Lovely photos. I’m going to miss your posts from the Philippines. But you’ve inspired me to visit there one of these days!
I do hope you’ll visit our country. There are a lot of beautiful things to see here. 🙂
Wow that looks so amazing! It is so kind of you to go there and it looks absolutely beautiful.
You’ve done such a great job of sharing your reality as you experience it. Thank you for your beautiful pictures and reflections!!
Ditto: I’ts been a great journey.
So amazing and beautiful. I am curious as to what your next steps are. I know you are planning on returning to Minnesota and being from Wisconsin…I feel ya! Once we lived in China for a year, we couldn’t go back to normal. I wonder your feelings on the matter.
Love the pictures and what you did this year. I spent some (very little) time in China at an orphanage and it changed my life.
Love your neighborhood. Would love pictures of the local street food too. Those are always my favorite. 🙂
Thanks Paz! I wish I had more street food pics to share – but we actually don’t eat street food because we’ve been advised by everyone not to because the preparation, ingredients, etc. are likely to make our weak bodies sick. 🙂 But we do eat bibingka occasionally from street vendors! I think I have a picture of that on one of my older living abroad posts. And I would love to at least get some photos of other street foods before we go even if we can’t eat it!
We are feeling pretty confident in our decision to move back home right now, but I know that things won’t be “normal” and we are definitely expecting some reverse culture shock. As far as our next steps, we will move slowly back into our jobs at home.
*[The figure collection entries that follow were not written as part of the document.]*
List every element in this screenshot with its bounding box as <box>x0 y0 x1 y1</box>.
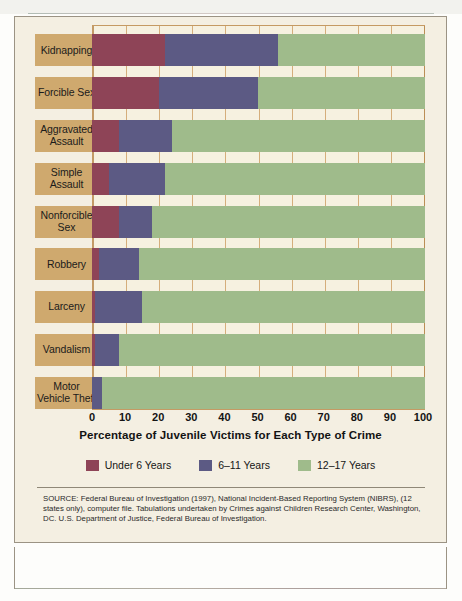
legend-label: 12–17 Years <box>317 459 375 471</box>
bar-segment <box>99 248 139 280</box>
bar-row <box>92 291 425 323</box>
scan-top-rule <box>28 13 434 14</box>
bar-segment <box>92 34 165 66</box>
legend-swatch <box>86 460 99 471</box>
bar-segment <box>92 377 102 409</box>
scan-bottom-rule <box>15 588 446 589</box>
bar-segment <box>278 34 425 66</box>
bar-rows <box>92 25 425 410</box>
bar-segment <box>92 163 109 195</box>
category-label-simple-assault: Simple Assault <box>35 163 98 195</box>
x-tick-90: 90 <box>384 411 396 423</box>
x-tick-70: 70 <box>318 411 330 423</box>
x-axis-title: Percentage of Juvenile Victims for Each … <box>15 429 446 441</box>
bar-segment <box>119 120 172 152</box>
legend-item: 12–17 Years <box>298 459 375 471</box>
x-tick-0: 0 <box>89 411 95 423</box>
bar-segment <box>92 206 119 238</box>
x-tick-100: 100 <box>414 411 432 423</box>
legend-swatch <box>298 460 311 471</box>
x-tick-50: 50 <box>251 411 263 423</box>
chart-figure: KidnappingForcible SexAggravated Assault… <box>14 16 447 543</box>
bar-segment <box>152 206 425 238</box>
category-label-robbery: Robbery <box>35 248 98 280</box>
bar-segment <box>159 77 259 109</box>
legend-item: Under 6 Years <box>86 459 172 471</box>
bar-segment <box>172 120 425 152</box>
bar-row <box>92 334 425 366</box>
bar-segment <box>119 334 425 366</box>
bar-segment <box>102 377 425 409</box>
bar-segment <box>95 334 118 366</box>
bar-row <box>92 206 425 238</box>
scan-top-margin <box>0 0 462 14</box>
bar-segment <box>92 248 99 280</box>
category-label-larceny: Larceny <box>35 291 98 323</box>
bar-row <box>92 163 425 195</box>
figure-source-note: SOURCE: Federal Bureau of Investigation … <box>43 494 425 525</box>
source-divider <box>37 487 425 488</box>
x-tick-20: 20 <box>152 411 164 423</box>
x-tick-30: 30 <box>185 411 197 423</box>
bar-row <box>92 377 425 409</box>
bar-segment <box>139 248 425 280</box>
bar-segment <box>92 77 159 109</box>
bar-segment <box>119 206 152 238</box>
bar-row <box>92 34 425 66</box>
bar-segment <box>258 77 425 109</box>
bar-segment <box>165 34 278 66</box>
category-label-aggravated-assault: Aggravated Assault <box>35 120 98 152</box>
x-tick-40: 40 <box>218 411 230 423</box>
bar-segment <box>92 120 119 152</box>
legend-item: 6–11 Years <box>199 459 270 471</box>
category-label-forcible-sex: Forcible Sex <box>35 77 98 109</box>
category-label-motor-vehicle-theft: Motor Vehicle Theft <box>35 377 98 409</box>
bottom-source-block: SOURCE: Finkelhor, David and Richard Orm… <box>14 547 447 589</box>
bar-row <box>92 77 425 109</box>
figure-page: KidnappingForcible SexAggravated Assault… <box>0 0 462 601</box>
bar-row <box>92 248 425 280</box>
x-axis-ticks: 0102030405060708090100 <box>92 411 425 427</box>
bar-segment <box>165 163 425 195</box>
bar-segment <box>95 291 142 323</box>
bar-segment <box>142 291 425 323</box>
legend-swatch <box>199 460 212 471</box>
bar-row <box>92 120 425 152</box>
plot-region <box>92 25 425 410</box>
chart-area: KidnappingForcible SexAggravated Assault… <box>15 17 448 419</box>
x-tick-60: 60 <box>284 411 296 423</box>
x-tick-10: 10 <box>119 411 131 423</box>
chart-legend: Under 6 Years6–11 Years12–17 Years <box>15 457 446 473</box>
category-label-kidnapping: Kidnapping <box>35 34 98 66</box>
category-label-vandalism: Vandalism <box>35 334 98 366</box>
legend-label: Under 6 Years <box>105 459 172 471</box>
bar-segment <box>109 163 166 195</box>
category-label-nonforcible-sex: Nonforcible Sex <box>35 206 98 238</box>
x-tick-80: 80 <box>351 411 363 423</box>
legend-label: 6–11 Years <box>218 459 270 471</box>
I’m lucky that I’m a teacher so my hope is to take some time off this summer to get settled and reconnected and then find something for this fall.
THanks for the comment! Are you still living in China or are you back in Wisconsin?
Beautiful photos. All those kites remind me of a story my dad told me about growing up in the Philippines. They’d have these “kite wars,” where they’d try to knock over the other kids’ kites and be the last ones in the air. My uncle apparently thought it would be a good idea to use wire for his kite so it was stronger than the rest. But it got caught on electrical wire and he got electrocuted and sent to the hospital. I’m not sure if my dad was just making this story up, but whether it’s truth or fiction, I love it all the same.
Are you leaving the Philippines soon? Wish I had discovered your blog earlier so I could have followed along in your adventure. I’ll be digging through your archives all day. 🙂
Oh my gosh! Considering the mess that is power lines in the Philippines, I can believe it! We will be leaving to go back home in about a month.
I was just re-reading my comment and realized it sounds horrible that I love a story about my uncle getting hurt. Let me just add that he was always getting into that kind of trouble (such as riding a water buffalo and breaking his arm and having to go to the witch doctor to heal it) and he was never seriously injured.
No worries – I understood what you meant. 😉
I just found your site! I’m traveling to Manila in June for two weeks with my daughter. We adopted her from the Philippines 16 years ago!..going back for a visit!
I’m going to troll your site for sure!
I absolutely love the photos that you share of your life right now! They are beautiful and moving!
Reading your abroad posts brought back great childhood memories. Thank you for sharing.
Thanks Rod! Always fun to hear from people who have personal connections to the Philippines.
Beautiful photos! My son is 1/4 Filipino (my mother in law is from Tarlac), so we are hoping to be able to take him to the Philippines someday.
Gorgeous photos, Lindsay. I love the glimpse at what your neighborhood looks like, and I am always impressed by the kite flying from the rooftops. As a pathetic kite flyer myself, I can appreciate the skill it takes for those kids to learn and become so skilled at maneuvering them.
Thanks Shaina! 🙂
Hi Lindsay,
I am from Cebu, Philippines. I stumbled upon your blog looking for recipes from home because I just got here in the States to work two months ago. You have me missing my country more. Reading from your experiences I feel really proud to be a Filipino.
I’d like to thank you for your generous heart in taking the journey to look and see what a beautiful place and people we have there. You went ahead and capture the things that really matter and heartwarming, more so of the delicious recipes from home. They represent us, I think. Simple, easy and just plain awesome.
Thank you Agatha! XO
I found your blog searching for cookie dough brownies (awesome by the way). We lived in Cebu in 2012 too. Such a wonderful place. I was profoundly affected by how these people, who live in a poverty that those who have never left the US could not even fathom, are so happy. They love their family and their friends so fully and it fills them in every way. I fell in love with these people. It really made me appreciate the important things even more.